It was six weeks before 'Mazin' Grace's burns were sufficiently healed for her to walk. Mr. Tracy, hearing of the fire on his farm, had driven home just in time to save the child's life. His porch was completely destroyed; but the old homestead, with its host of memories and associations, stood intact—a monument to the faithfulness of a very naughty little girl.

Almost the first time 'Mazin' Grace was allowed to go out, she took Nell to the "Christian an' Debil" Society. She limped as she walked, for her feet were still tender from the recent blisters; but, in spite of the pain, her smile was one of unalloyed bliss. Two pairs of sturdy little legs were keeping step in two new pairs of watermelon stockings.


The "'Gator"

BY CLARENCE B. MOORE

The alligator, or "'gator," as it is usually called throughout its home, the Southern States, is an object of great curiosity at the North. Every winter many tourists visit Florida and carry back baby alligators, together with more or less magnified accounts of the creature's doings and habits, and their stories are probably the cause of this very widespread interest.

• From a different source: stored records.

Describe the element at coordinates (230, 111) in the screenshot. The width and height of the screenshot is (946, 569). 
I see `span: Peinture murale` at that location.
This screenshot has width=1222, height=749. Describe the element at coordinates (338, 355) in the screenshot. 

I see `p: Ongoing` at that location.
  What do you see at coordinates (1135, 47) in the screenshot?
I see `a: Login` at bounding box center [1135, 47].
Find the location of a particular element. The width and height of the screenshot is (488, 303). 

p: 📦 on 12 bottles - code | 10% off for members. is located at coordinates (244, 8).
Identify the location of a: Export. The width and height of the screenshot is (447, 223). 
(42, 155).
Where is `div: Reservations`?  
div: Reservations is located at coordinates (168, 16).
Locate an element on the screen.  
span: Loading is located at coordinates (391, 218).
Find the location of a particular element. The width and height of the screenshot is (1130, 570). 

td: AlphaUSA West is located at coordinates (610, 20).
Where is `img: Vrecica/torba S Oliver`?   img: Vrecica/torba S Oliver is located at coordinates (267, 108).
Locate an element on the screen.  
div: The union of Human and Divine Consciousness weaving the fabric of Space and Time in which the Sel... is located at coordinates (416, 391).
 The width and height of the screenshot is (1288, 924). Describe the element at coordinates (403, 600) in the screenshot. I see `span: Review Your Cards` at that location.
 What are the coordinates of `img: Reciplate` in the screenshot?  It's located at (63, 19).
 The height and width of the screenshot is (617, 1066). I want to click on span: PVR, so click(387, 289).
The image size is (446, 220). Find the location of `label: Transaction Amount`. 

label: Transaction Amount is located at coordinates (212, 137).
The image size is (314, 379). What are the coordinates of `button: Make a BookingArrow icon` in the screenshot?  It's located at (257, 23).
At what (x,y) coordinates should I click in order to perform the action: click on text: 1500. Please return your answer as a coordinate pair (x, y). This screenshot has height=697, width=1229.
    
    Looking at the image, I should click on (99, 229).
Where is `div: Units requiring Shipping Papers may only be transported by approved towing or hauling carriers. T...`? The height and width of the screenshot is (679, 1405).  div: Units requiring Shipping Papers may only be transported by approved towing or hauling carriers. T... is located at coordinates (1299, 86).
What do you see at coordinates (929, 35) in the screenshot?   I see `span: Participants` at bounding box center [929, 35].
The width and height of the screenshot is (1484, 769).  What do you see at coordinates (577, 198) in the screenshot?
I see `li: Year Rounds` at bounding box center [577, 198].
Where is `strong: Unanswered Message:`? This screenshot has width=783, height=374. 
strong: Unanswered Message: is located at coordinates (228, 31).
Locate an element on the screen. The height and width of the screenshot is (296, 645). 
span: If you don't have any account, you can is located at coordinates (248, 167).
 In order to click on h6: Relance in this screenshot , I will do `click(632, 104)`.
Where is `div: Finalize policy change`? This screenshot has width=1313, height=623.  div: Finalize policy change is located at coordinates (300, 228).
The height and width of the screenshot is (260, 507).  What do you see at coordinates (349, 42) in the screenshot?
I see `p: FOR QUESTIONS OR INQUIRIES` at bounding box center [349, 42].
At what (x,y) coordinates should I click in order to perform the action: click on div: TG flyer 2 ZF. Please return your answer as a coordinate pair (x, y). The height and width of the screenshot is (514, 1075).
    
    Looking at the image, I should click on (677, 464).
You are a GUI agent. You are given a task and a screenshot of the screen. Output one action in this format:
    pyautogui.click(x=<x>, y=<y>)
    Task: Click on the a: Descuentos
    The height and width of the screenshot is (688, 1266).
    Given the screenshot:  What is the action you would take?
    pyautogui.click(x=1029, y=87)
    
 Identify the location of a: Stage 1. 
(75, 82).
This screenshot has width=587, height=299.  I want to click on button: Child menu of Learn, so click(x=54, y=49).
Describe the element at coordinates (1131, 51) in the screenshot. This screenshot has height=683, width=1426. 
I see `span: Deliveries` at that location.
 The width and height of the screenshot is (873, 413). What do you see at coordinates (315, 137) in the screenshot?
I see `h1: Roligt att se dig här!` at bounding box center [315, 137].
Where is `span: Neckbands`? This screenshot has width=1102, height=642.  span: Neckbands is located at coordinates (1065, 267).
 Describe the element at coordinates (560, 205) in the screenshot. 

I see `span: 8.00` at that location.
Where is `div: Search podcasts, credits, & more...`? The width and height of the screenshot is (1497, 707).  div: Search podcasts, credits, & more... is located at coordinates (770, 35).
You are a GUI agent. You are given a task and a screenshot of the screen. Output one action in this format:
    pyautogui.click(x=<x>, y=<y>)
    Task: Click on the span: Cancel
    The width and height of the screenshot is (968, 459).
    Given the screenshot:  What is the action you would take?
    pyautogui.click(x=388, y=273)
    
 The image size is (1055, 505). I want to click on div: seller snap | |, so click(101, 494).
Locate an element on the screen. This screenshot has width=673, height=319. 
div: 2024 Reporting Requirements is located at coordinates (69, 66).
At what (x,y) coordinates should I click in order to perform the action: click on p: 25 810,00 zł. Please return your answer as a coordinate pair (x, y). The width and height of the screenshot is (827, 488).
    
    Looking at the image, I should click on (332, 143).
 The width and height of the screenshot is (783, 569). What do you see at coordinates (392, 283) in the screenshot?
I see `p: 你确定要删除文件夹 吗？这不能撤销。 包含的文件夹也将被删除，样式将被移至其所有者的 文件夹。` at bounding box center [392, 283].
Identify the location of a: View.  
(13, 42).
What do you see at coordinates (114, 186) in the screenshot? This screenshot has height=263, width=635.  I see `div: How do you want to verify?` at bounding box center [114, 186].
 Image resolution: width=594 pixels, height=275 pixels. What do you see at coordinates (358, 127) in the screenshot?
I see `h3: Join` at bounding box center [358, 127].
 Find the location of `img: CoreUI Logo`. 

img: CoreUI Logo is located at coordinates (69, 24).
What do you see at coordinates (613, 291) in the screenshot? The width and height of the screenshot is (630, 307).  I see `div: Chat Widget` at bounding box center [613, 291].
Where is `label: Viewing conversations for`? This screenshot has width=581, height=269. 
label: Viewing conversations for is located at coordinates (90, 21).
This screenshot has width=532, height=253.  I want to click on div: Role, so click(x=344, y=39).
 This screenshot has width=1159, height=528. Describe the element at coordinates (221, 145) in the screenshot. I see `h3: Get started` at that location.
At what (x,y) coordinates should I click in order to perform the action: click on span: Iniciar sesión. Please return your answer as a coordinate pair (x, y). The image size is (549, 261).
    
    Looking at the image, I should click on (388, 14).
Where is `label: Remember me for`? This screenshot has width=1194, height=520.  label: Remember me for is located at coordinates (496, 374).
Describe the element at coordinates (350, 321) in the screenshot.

Though the alligator is rapidly disappearing from the banks of the lower St. John's River, in Lake Washington and in the Saw Grass Lake (where that river has its source), and in waters still farther south, they are still to be found in almost undiminished numbers, and are hunted for a living by native hunters. They are commonly sought at night, by torch-light, for in this way they can be approached with the utmost ease.